State Supreme Court upholds legislative fix on estate tax

  • By Rachel La Corte The Associated Press
  • Friday, October 3, 2014 12:01am
  • News

By Rachel La Corte

The Associated Press

OLYMPIA — The state Supreme Court has unanimously upheld legislative changes to the state’s estate tax law that saved the state millions of dollars in refunds.

The court ruled Thursday that the move taken by lawmakers last year to allow retroactive taxes on some estates was constitutional, did not intrude upon judicial power and that the retroactivity of the changes was not a violation of the estates’ due process rights.

The Legislature’s action was in response to a 2012 ruling by the high court that determined that the estate tax did not apply to married couples who had used a certain type of trust in their estate planning before the 2005 estate law was passed.

Thursday’s ruling by that same court was in response to challenges brought by two estates: one that had already paid the tax and was seeking a refund, and another that was fighting a tax bill from the state.

The amendment to the estate tax law became a key part of a budget agreement during an overtime legislative session in 2013.

At the time, officials said that without a change, the state would have been on the hook for $160 million.

That number included more than $92 million in refunds, nearly $5 million in cancellation of assessments that haven’t yet been paid and $63 million less in future collections through the middle of 2015.

“The decision to retroactively amend the statute was a policy decision, properly in the sphere of the Legislature,” the court wrote in a footnote.

Sought refund

In the case of Thomas Macbride, who died in 1999, followed by his wife, Jesse, in 2007, his estate was seeking a refund from the state of more than $643,000 it paid in taxes.

A Superior Court found in favor of the state, and the state Supreme Court upheld that ruling.

Floyd Hableton died in 2005, and his wife, Helen, died the following year. The state is seeking nearly $1.2 million in taxes from that estate.

A trial court found in favor of the estate, but the state Supreme Court overturned that ruling.

Messages left with the estates’ attorneys and with the state Department of Revenue were not immediately returned Thursday.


* [HOW TO COMPLETE THIS TASK]: Copy only what lies from the line containing "Find the location" through the line containing "in box=[x1, y1, x2, y2]." in the entries below, keeping both end lines exact and dropping every picture.

* [MATERIAL PROVIDED]:
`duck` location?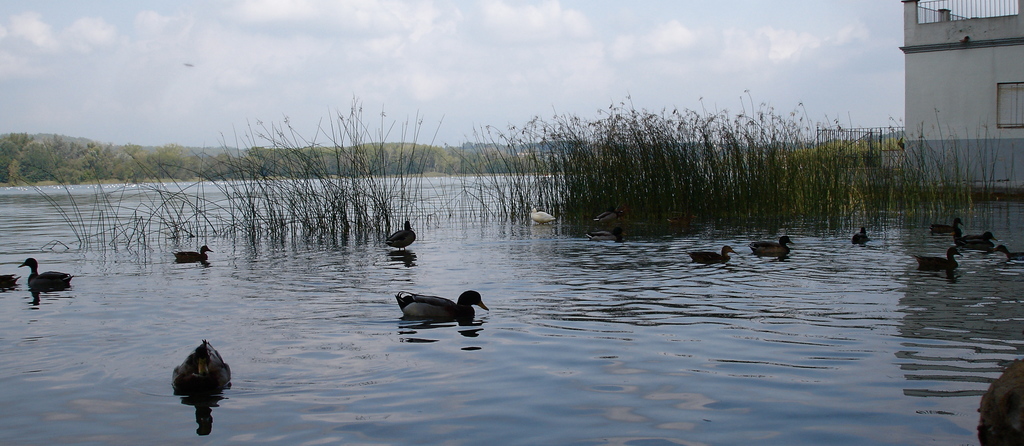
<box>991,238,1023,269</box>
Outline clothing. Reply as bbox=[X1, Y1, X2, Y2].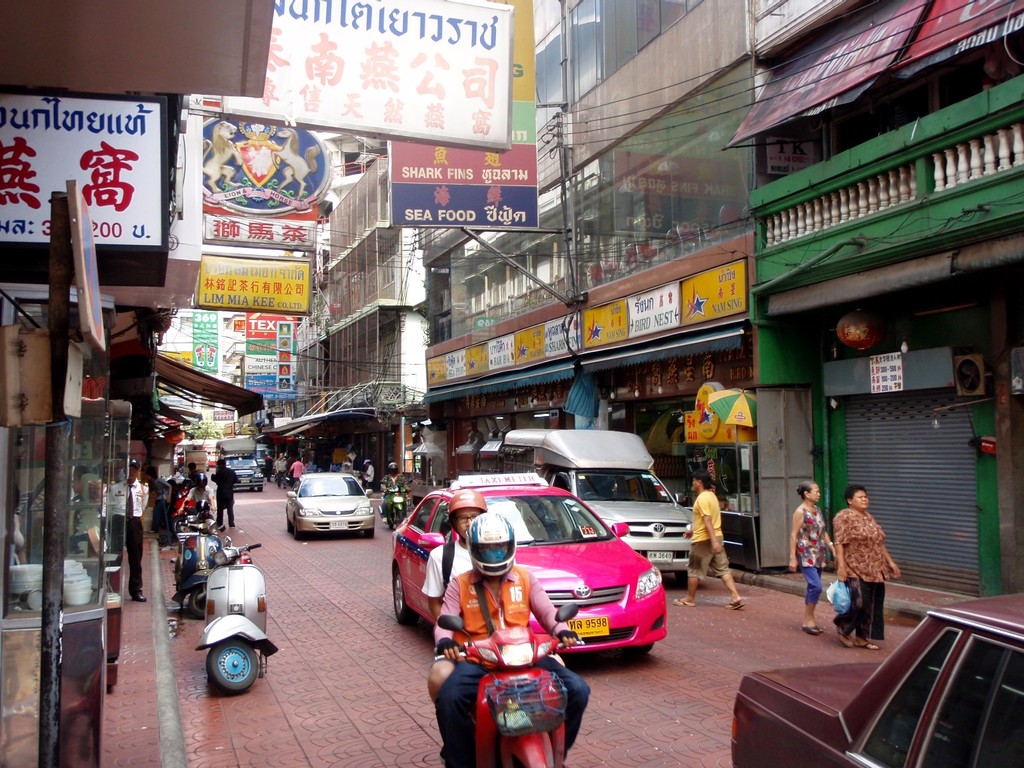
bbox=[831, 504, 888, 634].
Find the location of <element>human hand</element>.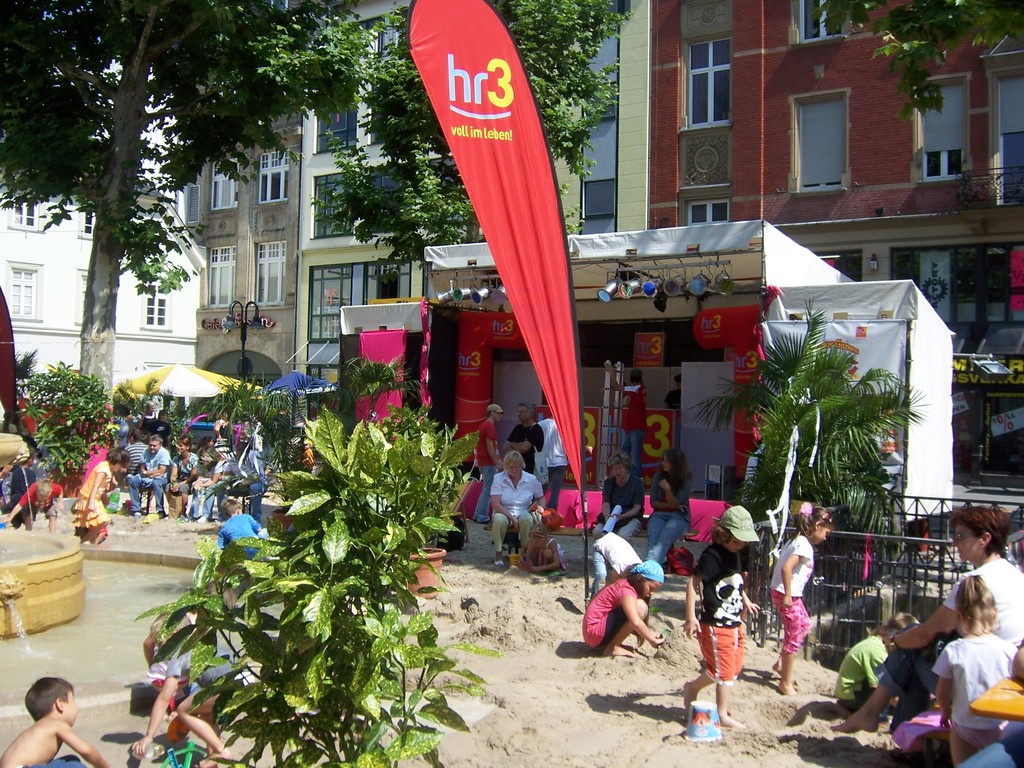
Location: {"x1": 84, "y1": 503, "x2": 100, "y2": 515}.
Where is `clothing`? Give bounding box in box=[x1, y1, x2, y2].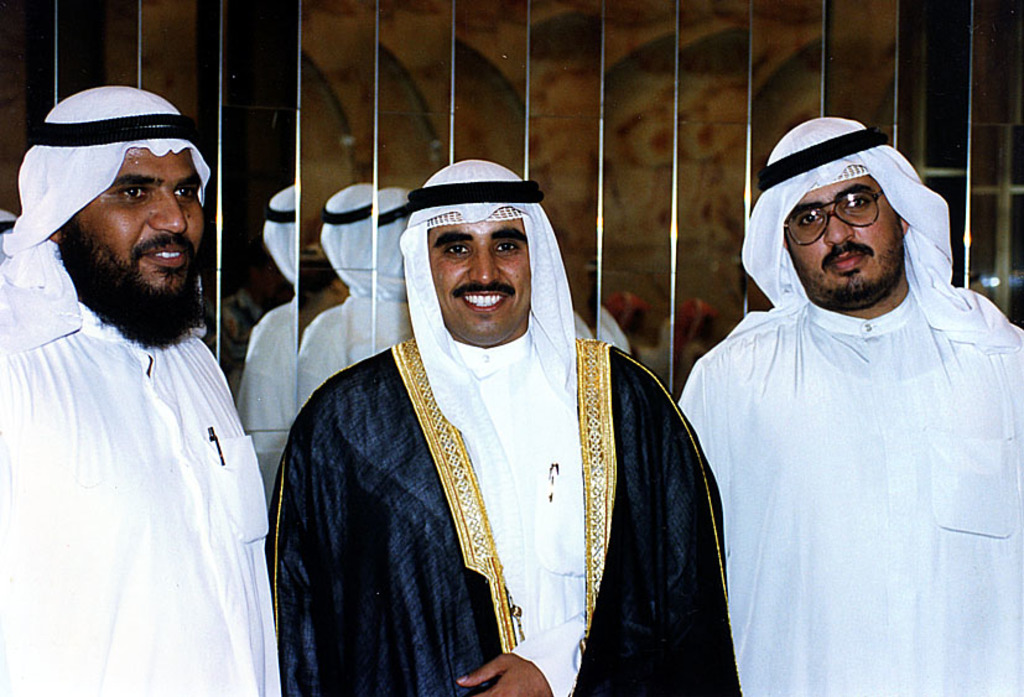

...

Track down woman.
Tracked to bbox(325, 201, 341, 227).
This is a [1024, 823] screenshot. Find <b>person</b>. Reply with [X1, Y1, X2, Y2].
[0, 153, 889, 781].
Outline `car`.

* [SOLUTION]:
Find the location of <element>human hand</element>.
Location: {"x1": 84, "y1": 503, "x2": 100, "y2": 515}.
Where is `clothing`? Give bounding box in box=[x1, y1, x2, y2].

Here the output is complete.